Calypso stiffened. She turned slowly, her eyes wide, her breath hitching in her throat. She looked at his tattered orange camp shirt, his weary face, and the lack of a sword at his side.

"Percy?" she whispered. "You... you're old. You've grown."

"It's been a few years," he said, taking a tentative step forward. "I tried to make them let you go. I tried everything. But I realized... they were never going to let you leave."

Calypso’s eyes filled with tears. "Then why are you here? To tell me goodbye again? To show me what I cannot have?"

"No," Percy said. He reached into his pocket and pulled out the dried, brown sprig of moonlace he’d carried through a war and through hell itself.

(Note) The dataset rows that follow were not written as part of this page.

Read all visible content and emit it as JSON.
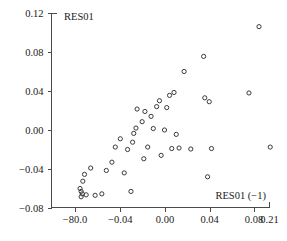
{
  "chart_data": {
    "type": "scatter",
    "title": "",
    "ylabel": "RES01",
    "xlabel": "RES01 (−1)",
    "xlim": [
      -0.1,
      0.128
    ],
    "ylim": [
      -0.08,
      0.12
    ],
    "grid": false,
    "legend": null,
    "marker": "open-circle",
    "marker_color": "#3a3a3a",
    "xticks": [
      -0.08,
      -0.04,
      0.0,
      0.04,
      0.08,
      0.21
    ],
    "xticklabels": [
      "−80.0",
      "−0.04",
      "0.00",
      "0.04",
      "0.08",
      "0.21"
    ],
    "yticks": [
      0.12,
      0.08,
      0.04,
      0.0,
      -0.04,
      -0.08
    ],
    "yticklabels": [
      "0.12",
      "0.08",
      "0.04",
      "0.00",
      "−0.04",
      "−0.08"
    ],
    "points": [
      {
        "x": -0.0745,
        "y": -0.0685
      },
      {
        "x": -0.0735,
        "y": -0.0655
      },
      {
        "x": -0.0745,
        "y": -0.063
      },
      {
        "x": -0.0755,
        "y": -0.06
      },
      {
        "x": -0.07,
        "y": -0.0665
      },
      {
        "x": -0.062,
        "y": -0.067
      },
      {
        "x": -0.073,
        "y": -0.0525
      },
      {
        "x": -0.0715,
        "y": -0.0455
      },
      {
        "x": -0.066,
        "y": -0.039
      },
      {
        "x": -0.056,
        "y": -0.0655
      },
      {
        "x": -0.052,
        "y": -0.0415
      },
      {
        "x": -0.047,
        "y": -0.033
      },
      {
        "x": -0.044,
        "y": -0.0175
      },
      {
        "x": -0.0395,
        "y": -0.009
      },
      {
        "x": -0.036,
        "y": -0.044
      },
      {
        "x": -0.033,
        "y": -0.02
      },
      {
        "x": -0.03,
        "y": -0.063
      },
      {
        "x": -0.0285,
        "y": -0.0125
      },
      {
        "x": -0.0275,
        "y": -0.0035
      },
      {
        "x": -0.0255,
        "y": 0.002
      },
      {
        "x": -0.0245,
        "y": 0.0215
      },
      {
        "x": -0.02,
        "y": 0.0085
      },
      {
        "x": -0.0185,
        "y": -0.0295
      },
      {
        "x": -0.0175,
        "y": 0.019
      },
      {
        "x": -0.015,
        "y": -0.0175
      },
      {
        "x": -0.012,
        "y": 0.014
      },
      {
        "x": -0.01,
        "y": 0.0015
      },
      {
        "x": -0.007,
        "y": 0.024
      },
      {
        "x": -0.0045,
        "y": 0.03
      },
      {
        "x": -0.003,
        "y": -0.026
      },
      {
        "x": 0.0,
        "y": 0.0
      },
      {
        "x": 0.002,
        "y": 0.023
      },
      {
        "x": 0.0045,
        "y": 0.0355
      },
      {
        "x": 0.0065,
        "y": -0.019
      },
      {
        "x": 0.0085,
        "y": 0.0385
      },
      {
        "x": 0.0105,
        "y": -0.0045
      },
      {
        "x": 0.013,
        "y": -0.0185
      },
      {
        "x": 0.0175,
        "y": 0.06
      },
      {
        "x": 0.0235,
        "y": -0.0195
      },
      {
        "x": 0.035,
        "y": 0.0755
      },
      {
        "x": 0.036,
        "y": 0.033
      },
      {
        "x": 0.0385,
        "y": -0.048
      },
      {
        "x": 0.04,
        "y": 0.029
      },
      {
        "x": 0.042,
        "y": -0.019
      },
      {
        "x": 0.0755,
        "y": 0.038
      },
      {
        "x": 0.0845,
        "y": 0.106
      },
      {
        "x": 0.0945,
        "y": -0.0175
      }
    ]
  },
  "labels": {
    "y_axis_title": "RES01",
    "x_axis_title": "RES01 (−1)"
  }
}
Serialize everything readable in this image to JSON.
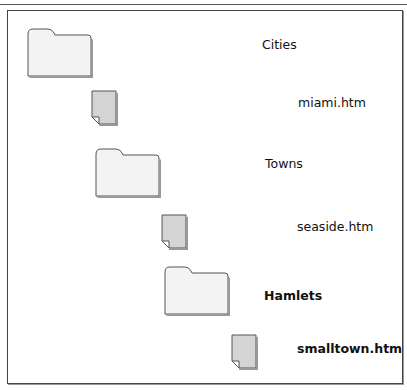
{
  "diagram": {
    "title_clipped": "",
    "items": [
      {
        "type": "folder",
        "label": "Cities",
        "bold": false,
        "icon": "folder-icon"
      },
      {
        "type": "file",
        "label": "miami.htm",
        "bold": false,
        "icon": "file-icon"
      },
      {
        "type": "folder",
        "label": "Towns",
        "bold": false,
        "icon": "folder-icon"
      },
      {
        "type": "file",
        "label": "seaside.htm",
        "bold": false,
        "icon": "file-icon"
      },
      {
        "type": "folder",
        "label": "Hamlets",
        "bold": true,
        "icon": "folder-icon"
      },
      {
        "type": "file",
        "label": "smalltown.htm",
        "bold": true,
        "icon": "file-icon"
      }
    ]
  }
}
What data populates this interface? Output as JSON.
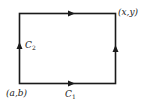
{
  "diagram": {
    "type": "path-integration-rectangle",
    "stroke_color": "#1a1a1a",
    "labels": {
      "start_point": "(a,b)",
      "end_point": "(x,y)",
      "c1_main": "C",
      "c1_sub": "1",
      "c2_main": "C",
      "c2_sub": "2"
    },
    "edges": [
      {
        "name": "bottom",
        "direction": "right",
        "label": "C1"
      },
      {
        "name": "right",
        "direction": "up"
      },
      {
        "name": "top",
        "direction": "right"
      },
      {
        "name": "left",
        "direction": "up",
        "label": "C2"
      }
    ]
  }
}
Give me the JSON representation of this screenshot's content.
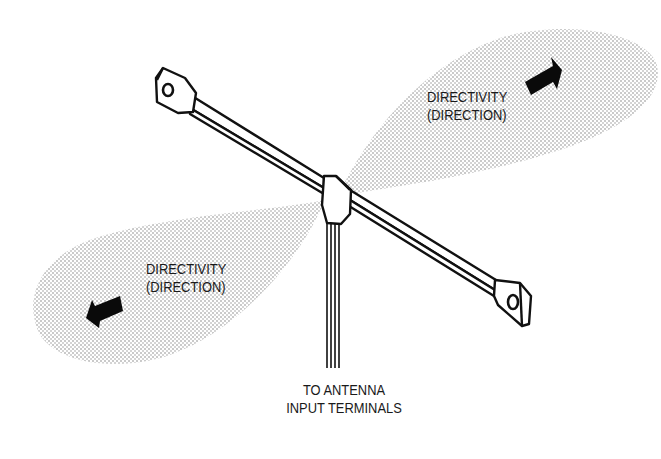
{
  "figure": {
    "labels": {
      "upper_lobe": {
        "line1": "DIRECTIVITY",
        "line2": "(DIRECTION)"
      },
      "lower_lobe": {
        "line1": "DIRECTIVITY",
        "line2": "(DIRECTION)"
      },
      "lead_in": {
        "line1": "TO ANTENNA",
        "line2": "INPUT TERMINALS"
      }
    },
    "colors": {
      "ink": "#111111",
      "stipple": "#9a9a9a",
      "background": "#ffffff"
    }
  }
}
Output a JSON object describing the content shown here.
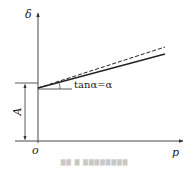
{
  "diagram": {
    "axes": {
      "y_label": "δ",
      "x_label": "p",
      "origin_label": "o"
    },
    "dimension": {
      "label": "A"
    },
    "annotation": {
      "slope_label": "tanα=α"
    },
    "lines": [
      {
        "name": "solid-line",
        "style": "solid",
        "color": "#222222"
      },
      {
        "name": "dashed-line",
        "style": "dashed",
        "color": "#222222"
      }
    ],
    "caption": "▇▇ ▇ ▇▇▇▇▇▇▇▇"
  }
}
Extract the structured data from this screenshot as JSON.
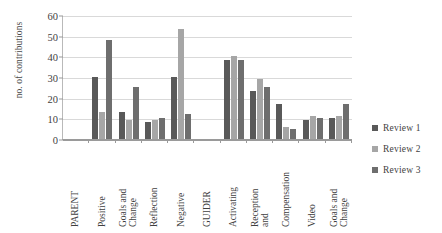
{
  "chart_data": {
    "type": "bar",
    "title": "",
    "xlabel": "",
    "ylabel": "no. of contributions",
    "ylim": [
      0,
      60
    ],
    "yticks": [
      0,
      10,
      20,
      30,
      40,
      50,
      60
    ],
    "grid": true,
    "legend_position": "right",
    "categories": [
      "PARENT",
      "Positive",
      "Goals and Change",
      "Reflection",
      "Negative",
      "GUIDER",
      "Activating",
      "Reception and Compensation",
      "Compensation",
      "Video",
      "Goals and Change"
    ],
    "category_labels": [
      "PARENT",
      "Positive",
      "Goals and\nChange",
      "Reflection",
      "Negative",
      "GUIDER",
      "Activating",
      "Reception\nand",
      "Compensation",
      "Video",
      "Goals and\nChange"
    ],
    "series": [
      {
        "name": "Review 1",
        "color": "#595959",
        "values": [
          null,
          30,
          13,
          8,
          30,
          null,
          38,
          23,
          17,
          9,
          10
        ]
      },
      {
        "name": "Review 2",
        "color": "#a6a6a6",
        "values": [
          null,
          13,
          9,
          9,
          53,
          null,
          40,
          29,
          6,
          11,
          11
        ]
      },
      {
        "name": "Review 3",
        "color": "#6e6e6e",
        "values": [
          null,
          48,
          25,
          10,
          12,
          null,
          38,
          25,
          5,
          10,
          17
        ]
      }
    ]
  },
  "legend": {
    "items": [
      {
        "label": "Review 1",
        "color": "#595959"
      },
      {
        "label": "Review 2",
        "color": "#a6a6a6"
      },
      {
        "label": "Review 3",
        "color": "#6e6e6e"
      }
    ]
  }
}
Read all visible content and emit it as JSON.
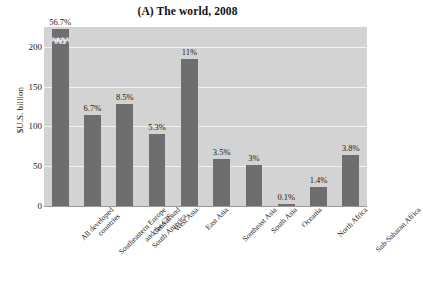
{
  "chart_data": {
    "type": "bar",
    "title": "(A) The world, 2008",
    "xlabel": "",
    "ylabel": "$U.S. billion",
    "ylim": [
      0,
      225
    ],
    "yticks": [
      0,
      50,
      100,
      150,
      200
    ],
    "grid": true,
    "legend": "none",
    "axis_break": {
      "present": true,
      "series_index": 0,
      "note": "first bar truncated with zig-zag break; true value shown inside bar"
    },
    "categories": [
      "All developed countries",
      "Southeastern Europe and the CIS",
      "Central and South America",
      "West Asia",
      "East Asia",
      "Southeast Asia",
      "South Asia",
      "Oceania",
      "North Africa",
      "Sub-Saharan Africa"
    ],
    "category_lines": [
      [
        "All developed",
        "countries"
      ],
      [
        "Southeastern Europe",
        "and the CIS"
      ],
      [
        "Central and",
        "South America"
      ],
      [
        "West Asia"
      ],
      [
        "East Asia"
      ],
      [
        "Southeast Asia"
      ],
      [
        "South Asia"
      ],
      [
        "Oceania"
      ],
      [
        "North Africa"
      ],
      [
        "Sub-Saharan Africa"
      ]
    ],
    "values": [
      962,
      114,
      128,
      91,
      185,
      59,
      51,
      2,
      24,
      64
    ],
    "drawn_values": [
      222,
      114,
      128,
      91,
      185,
      59,
      51,
      2,
      24,
      64
    ],
    "percent_labels": [
      "56.7%",
      "6.7%",
      "8.5%",
      "5.3%",
      "11%",
      "3.5%",
      "3%",
      "0.1%",
      "1.4%",
      "3.8%"
    ],
    "inner_value_labels": [
      "962",
      "",
      "",
      "",
      "",
      "",
      "",
      "",
      "",
      ""
    ],
    "colors": {
      "bar": "#6e6e6e",
      "plot_background": "#d3d3d3",
      "gridline": "#f2f2f2",
      "page_background": "#ffffff",
      "text": "#1a1a1a"
    }
  }
}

He let the wind take it. "I’m not here to say goodbye. I'm here because I'm lost. And I heard this is where the lost things go."

The silence between them was heavy with the weight of years, of broken promises, and of a love that had survived the spite of the gods.

Calypso moved then, a blur of white silk and dark hair, crashing into him. Percy wrapped his arms around her, burying his face in her neck. He smelled the cinnamon and the sun. For the first time since he had fallen into the pit, the screaming in his head stopped.

The world would look for him. They would search the seas and the shadows. They would build monuments to the Hero of Olympus and weep for the boy who vanished.

But as the sun began to rise over the horizon of an island that didn't exist, Percy Jackson finally stopped running. He was home.